Joseph A Trapani
Joe Trapani is Executive Director Cancer Research, Peter MacCallum Cancer Centre Melbourne, where he leads the Cancer Immunology Program. Joe’s research interests include the immunopathology of viral and auto-immune diseases, apoptosis induction by cytotoxic lymphocytes and cancer immunotherapy. He has authored > 310 research papers, reviews and book chapters on these topics, which have been cited >22,000 times. Joe Trapani is a member of the Executive (Board) and Chair of the Medical and Scientific Committee of the Cancer Council Victoria and of many peer-review bodies in academia and industry.
Professor Trapani recently received a $13.5 million award from the Wellcome Trust (UK), to lead a consortium of Australian, New Zealand and Chinese research teams, to develop a new class of immune-suppressive drugs that protect transplanted bone marrow stem cells against rejection mediated by NK cells.
Joe Trapani received his medical degree in 1977 and his PhD in 1985, from The University of Melbourne. He completed physician training (FRACP) in Rheumatology (1985) and received his PhD in the immunogenetics of HLA-associated disease, particularly B27-related arthropathy. Joe first became interested in how the immune system defends against viruses and cancer while working as a post-doctoral fellow at the Sloan-Kettering Cancer Institute, New York. Here, Professor Trapani discovered a number of the genes and proteins used by killer lymphocytes to eliminate virus-infected cells. He found that one protein (perforin) forms pores in the target cell and provides access for other proteins (granzymes) to enter and trigger cell death by causing apoptosis .With his colleagues, Professor Trapani has also devised ways of harnessing the power of these killer lymphocytes and adapted their use to adoptive immunotherapy for various cancers. Joe’s team has further identified a rare group of children with inherited defects of perforin function and shown that they frequently develop leukaemia.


Search the data for the string "years" and gather each line it is in.

☆ ☆ ☆ ☆ ☆ ☆ ☆

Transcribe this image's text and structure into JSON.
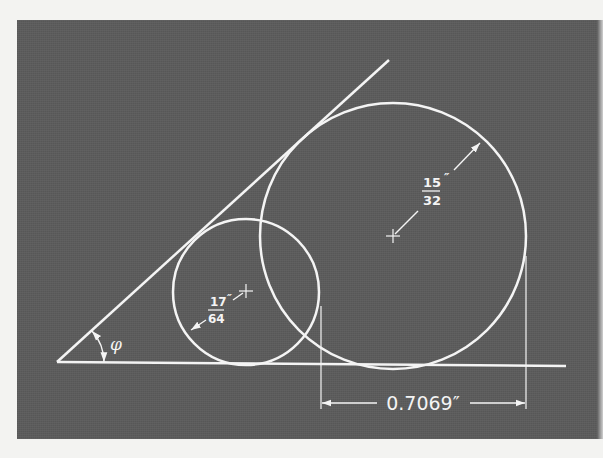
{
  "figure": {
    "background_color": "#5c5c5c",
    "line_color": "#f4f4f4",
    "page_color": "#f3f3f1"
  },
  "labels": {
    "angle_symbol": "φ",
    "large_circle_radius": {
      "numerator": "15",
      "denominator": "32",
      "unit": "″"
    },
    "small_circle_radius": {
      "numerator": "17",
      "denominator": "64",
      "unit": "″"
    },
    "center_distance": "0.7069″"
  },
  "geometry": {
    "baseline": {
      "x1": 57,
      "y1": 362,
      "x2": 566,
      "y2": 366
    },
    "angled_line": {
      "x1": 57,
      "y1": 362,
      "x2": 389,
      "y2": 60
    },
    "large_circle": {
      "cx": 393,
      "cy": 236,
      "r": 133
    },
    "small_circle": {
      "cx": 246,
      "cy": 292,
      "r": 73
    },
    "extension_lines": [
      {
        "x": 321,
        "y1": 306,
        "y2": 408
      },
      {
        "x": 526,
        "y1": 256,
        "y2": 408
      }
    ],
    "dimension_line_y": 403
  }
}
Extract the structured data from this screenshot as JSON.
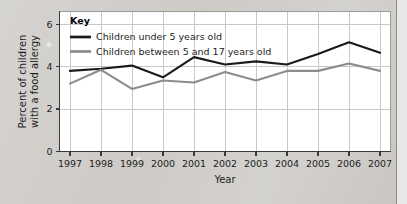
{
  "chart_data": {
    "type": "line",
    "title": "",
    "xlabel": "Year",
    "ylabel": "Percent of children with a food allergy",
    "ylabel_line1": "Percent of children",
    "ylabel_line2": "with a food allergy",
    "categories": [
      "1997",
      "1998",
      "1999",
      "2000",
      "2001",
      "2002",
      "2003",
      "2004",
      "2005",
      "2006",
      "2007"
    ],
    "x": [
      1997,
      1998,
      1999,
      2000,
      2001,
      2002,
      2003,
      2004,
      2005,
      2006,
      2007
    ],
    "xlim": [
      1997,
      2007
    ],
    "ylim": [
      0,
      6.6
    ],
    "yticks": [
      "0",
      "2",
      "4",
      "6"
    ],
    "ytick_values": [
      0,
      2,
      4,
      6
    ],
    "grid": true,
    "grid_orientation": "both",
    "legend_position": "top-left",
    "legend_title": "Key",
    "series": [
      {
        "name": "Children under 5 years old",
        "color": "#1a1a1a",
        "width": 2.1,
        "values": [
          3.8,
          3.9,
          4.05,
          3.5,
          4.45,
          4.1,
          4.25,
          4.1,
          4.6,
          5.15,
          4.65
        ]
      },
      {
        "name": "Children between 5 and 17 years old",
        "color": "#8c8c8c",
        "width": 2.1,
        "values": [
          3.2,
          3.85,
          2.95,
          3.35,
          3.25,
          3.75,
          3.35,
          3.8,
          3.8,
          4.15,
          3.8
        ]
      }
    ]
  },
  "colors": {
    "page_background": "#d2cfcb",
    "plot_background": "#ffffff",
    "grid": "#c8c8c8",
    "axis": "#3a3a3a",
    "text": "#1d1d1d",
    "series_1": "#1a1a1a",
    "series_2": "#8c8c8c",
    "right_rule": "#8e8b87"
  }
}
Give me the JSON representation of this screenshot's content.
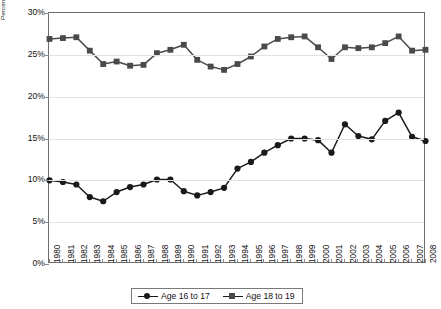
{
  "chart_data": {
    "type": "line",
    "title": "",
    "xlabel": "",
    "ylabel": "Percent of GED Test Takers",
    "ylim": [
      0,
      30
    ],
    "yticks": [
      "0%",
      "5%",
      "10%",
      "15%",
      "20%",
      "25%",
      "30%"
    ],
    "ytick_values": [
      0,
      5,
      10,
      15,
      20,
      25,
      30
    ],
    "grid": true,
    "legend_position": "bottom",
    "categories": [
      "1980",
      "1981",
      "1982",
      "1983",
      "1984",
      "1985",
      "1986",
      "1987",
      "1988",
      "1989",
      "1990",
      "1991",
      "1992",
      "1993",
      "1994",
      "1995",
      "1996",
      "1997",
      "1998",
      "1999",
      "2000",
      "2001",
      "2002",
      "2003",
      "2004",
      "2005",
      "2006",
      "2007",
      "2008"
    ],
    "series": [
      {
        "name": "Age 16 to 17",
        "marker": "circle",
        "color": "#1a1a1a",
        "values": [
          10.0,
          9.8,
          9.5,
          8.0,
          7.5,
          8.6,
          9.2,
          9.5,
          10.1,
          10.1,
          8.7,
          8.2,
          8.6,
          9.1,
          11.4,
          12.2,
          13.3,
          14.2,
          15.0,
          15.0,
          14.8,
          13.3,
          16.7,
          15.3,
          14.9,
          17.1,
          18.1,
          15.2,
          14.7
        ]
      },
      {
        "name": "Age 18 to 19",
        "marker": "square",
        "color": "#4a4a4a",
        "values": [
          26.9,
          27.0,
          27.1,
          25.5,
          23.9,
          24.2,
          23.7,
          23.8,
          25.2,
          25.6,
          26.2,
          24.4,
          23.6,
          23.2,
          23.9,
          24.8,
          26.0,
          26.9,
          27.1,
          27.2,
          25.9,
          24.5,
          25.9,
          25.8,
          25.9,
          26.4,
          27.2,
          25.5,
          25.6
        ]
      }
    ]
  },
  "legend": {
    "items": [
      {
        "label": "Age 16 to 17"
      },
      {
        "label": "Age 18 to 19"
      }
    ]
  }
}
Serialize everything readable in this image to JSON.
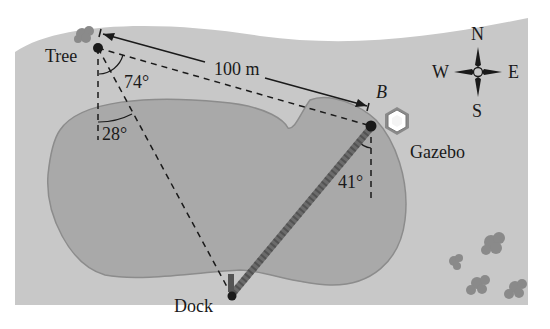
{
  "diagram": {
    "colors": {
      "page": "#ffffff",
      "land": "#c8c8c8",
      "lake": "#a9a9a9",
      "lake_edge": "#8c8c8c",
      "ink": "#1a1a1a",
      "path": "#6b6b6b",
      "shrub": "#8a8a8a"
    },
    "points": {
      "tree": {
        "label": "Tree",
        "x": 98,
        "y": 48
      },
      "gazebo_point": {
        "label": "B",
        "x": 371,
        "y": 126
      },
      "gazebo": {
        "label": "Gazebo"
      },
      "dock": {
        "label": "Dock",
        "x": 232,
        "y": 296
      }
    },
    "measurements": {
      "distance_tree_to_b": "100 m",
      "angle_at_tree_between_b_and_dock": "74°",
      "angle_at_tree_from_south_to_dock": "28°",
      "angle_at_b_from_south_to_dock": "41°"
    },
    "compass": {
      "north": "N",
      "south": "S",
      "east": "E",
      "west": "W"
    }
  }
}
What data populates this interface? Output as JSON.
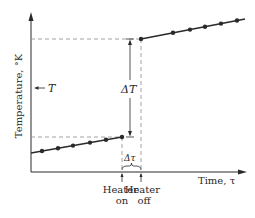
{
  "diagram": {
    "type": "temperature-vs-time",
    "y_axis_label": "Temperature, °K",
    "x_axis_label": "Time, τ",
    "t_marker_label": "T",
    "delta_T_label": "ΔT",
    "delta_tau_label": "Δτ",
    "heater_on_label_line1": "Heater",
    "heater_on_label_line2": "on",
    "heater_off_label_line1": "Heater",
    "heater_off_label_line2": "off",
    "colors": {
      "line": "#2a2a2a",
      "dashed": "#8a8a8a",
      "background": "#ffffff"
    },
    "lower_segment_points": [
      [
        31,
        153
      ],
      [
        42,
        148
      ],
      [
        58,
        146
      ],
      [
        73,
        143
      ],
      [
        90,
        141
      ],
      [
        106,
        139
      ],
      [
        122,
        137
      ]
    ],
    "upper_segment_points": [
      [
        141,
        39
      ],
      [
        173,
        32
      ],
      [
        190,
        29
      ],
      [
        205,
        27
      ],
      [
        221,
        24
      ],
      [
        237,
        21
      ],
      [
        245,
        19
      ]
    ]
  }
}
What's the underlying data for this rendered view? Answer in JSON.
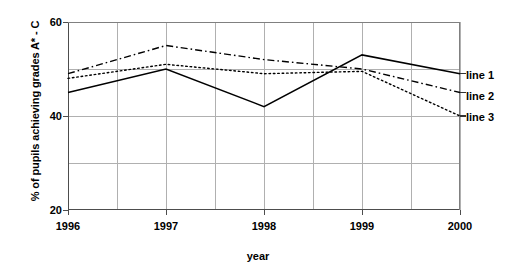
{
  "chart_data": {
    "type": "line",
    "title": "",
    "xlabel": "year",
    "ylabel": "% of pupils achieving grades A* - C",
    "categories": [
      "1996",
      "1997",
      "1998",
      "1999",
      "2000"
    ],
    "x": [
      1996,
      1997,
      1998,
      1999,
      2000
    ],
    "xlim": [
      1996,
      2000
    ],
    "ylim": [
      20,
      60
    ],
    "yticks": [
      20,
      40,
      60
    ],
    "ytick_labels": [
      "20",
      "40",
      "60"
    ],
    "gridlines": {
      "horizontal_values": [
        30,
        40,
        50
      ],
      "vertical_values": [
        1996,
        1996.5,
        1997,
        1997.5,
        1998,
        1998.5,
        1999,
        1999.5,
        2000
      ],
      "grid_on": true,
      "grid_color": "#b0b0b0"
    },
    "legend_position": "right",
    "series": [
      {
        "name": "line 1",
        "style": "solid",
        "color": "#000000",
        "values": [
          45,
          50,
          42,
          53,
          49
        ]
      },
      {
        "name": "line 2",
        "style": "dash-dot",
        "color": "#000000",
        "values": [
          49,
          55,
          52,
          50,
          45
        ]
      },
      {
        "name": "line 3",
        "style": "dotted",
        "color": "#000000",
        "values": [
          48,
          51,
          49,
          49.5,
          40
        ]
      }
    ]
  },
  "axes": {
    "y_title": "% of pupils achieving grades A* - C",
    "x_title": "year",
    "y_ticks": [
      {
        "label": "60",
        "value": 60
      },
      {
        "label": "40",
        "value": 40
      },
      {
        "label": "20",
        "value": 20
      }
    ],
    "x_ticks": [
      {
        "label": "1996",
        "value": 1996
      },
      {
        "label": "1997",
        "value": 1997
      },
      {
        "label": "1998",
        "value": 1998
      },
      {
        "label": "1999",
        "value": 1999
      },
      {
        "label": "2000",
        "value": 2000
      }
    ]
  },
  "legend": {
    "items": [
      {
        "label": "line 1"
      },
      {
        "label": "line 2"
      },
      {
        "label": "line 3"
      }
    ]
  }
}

☆ ☆ ☆ ☆ ☆ ☆ ☆

### Solution for this exercise
        "name": "Children under 5 years old",
        "name": "Children between 5 and 17 years old",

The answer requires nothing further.